The Iraqi Nexus is written by Jon Schanzer and appeared in the National Review Online. His topic: targeting Iraqi fighters. And here's a bit:
Articles and websites published before the war suggest that al Qaeda expected many thousands of fighters to enter Iraq. An intercepted memo penned by al Qaeda associate Abu Musab al-Zarkawi, suggests that the terrorist organization is dismayed by dwindling numbers. Its leaders are struggling with recruitment even as anti-American sentiment is surging in the region. However few, these fighters are still wreaking havoc, having scored some of the more spectacular attacks, including bloody assaults against the U.N., the Jordanian embassy, Basra's oil installations, and multiple beheadings of hostages.Yep, there's a lot of bad guys running around inside Iraq. Some of them were there before the war started and every day a few more slip into the country. I guess I'd rather have them in Iraq than slipping across our northern or southern borders.
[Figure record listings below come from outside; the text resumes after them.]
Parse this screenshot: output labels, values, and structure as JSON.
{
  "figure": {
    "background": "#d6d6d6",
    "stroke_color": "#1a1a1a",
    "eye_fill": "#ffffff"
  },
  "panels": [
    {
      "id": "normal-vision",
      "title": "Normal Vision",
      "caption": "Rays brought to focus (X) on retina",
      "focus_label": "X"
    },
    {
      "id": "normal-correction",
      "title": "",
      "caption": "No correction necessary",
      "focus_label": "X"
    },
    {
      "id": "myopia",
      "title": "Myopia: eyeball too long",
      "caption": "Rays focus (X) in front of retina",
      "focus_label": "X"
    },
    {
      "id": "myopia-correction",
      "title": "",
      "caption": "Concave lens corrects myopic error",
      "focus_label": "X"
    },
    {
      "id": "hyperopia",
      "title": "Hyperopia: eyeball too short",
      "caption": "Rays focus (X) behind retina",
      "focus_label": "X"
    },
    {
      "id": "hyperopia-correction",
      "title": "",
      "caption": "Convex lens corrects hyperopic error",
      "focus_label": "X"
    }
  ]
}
Clouding the picture are other fighters who may be joining their ranks. They include: Ansar al-Islam (the local al Qaeda affiliate from Kurdistan), the Zarkawi network, home-grown Sunni Islamists, nationalist guerrillas, former Baathist regime elements, Iranian-sponsored fighters, and Shiite militias. The terrorist threat in Iraq is best described as a number of overlapping and concentric circles representing different groups.
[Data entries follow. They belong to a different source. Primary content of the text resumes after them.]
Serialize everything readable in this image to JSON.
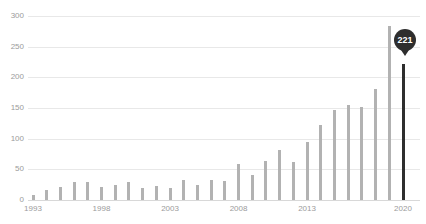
{
  "chart_data": {
    "type": "bar",
    "title": "",
    "xlabel": "",
    "ylabel": "",
    "categories": [
      "1993",
      "1994",
      "1995",
      "1996",
      "1997",
      "1998",
      "1999",
      "2000",
      "2001",
      "2002",
      "2003",
      "2004",
      "2005",
      "2006",
      "2007",
      "2008",
      "2009",
      "2010",
      "2011",
      "2012",
      "2013",
      "2014",
      "2015",
      "2016",
      "2017",
      "2018",
      "2019",
      "2020"
    ],
    "values": [
      8,
      16,
      22,
      29,
      30,
      22,
      24,
      29,
      20,
      23,
      20,
      32,
      25,
      33,
      31,
      58,
      41,
      64,
      81,
      62,
      95,
      123,
      146,
      155,
      152,
      181,
      283,
      221
    ],
    "ylim": [
      0,
      300
    ],
    "y_ticks": [
      0,
      50,
      100,
      150,
      200,
      250,
      300
    ],
    "x_ticks": [
      {
        "index": 0,
        "label": "1993"
      },
      {
        "index": 5,
        "label": "1998"
      },
      {
        "index": 10,
        "label": "2003"
      },
      {
        "index": 15,
        "label": "2008"
      },
      {
        "index": 20,
        "label": "2013"
      },
      {
        "index": 27,
        "label": "2020"
      }
    ],
    "grid": "horizontal",
    "legend": "none",
    "highlight": {
      "category": "2020",
      "value": 221,
      "label": "221"
    },
    "colors": {
      "bar": "#b2b2b2",
      "highlight_bar": "#2e2e2e",
      "badge_bg": "#2e2e2e",
      "badge_text": "#ffffff",
      "gridline": "#e8e8e8",
      "axis_label": "#9b9b9b",
      "background": "#ffffff"
    }
  }
}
Given this new and dangerous reality, Bush administration detractors rightly charge that the American presence in Baghdad has prompted a larger terrorist problem. They ignore, however, the fact that Iraq's involvement in terror before the war contributed to the current problems. Iraq served as one of about three dozen smaller hubs for global terrorists in the lead-up to the war. Iraq was not an al Qaeda epicenter like Sudan or Afghanistan. But it also was not like the Philippines, which cooperates with Washington to stamp out al Qaeda.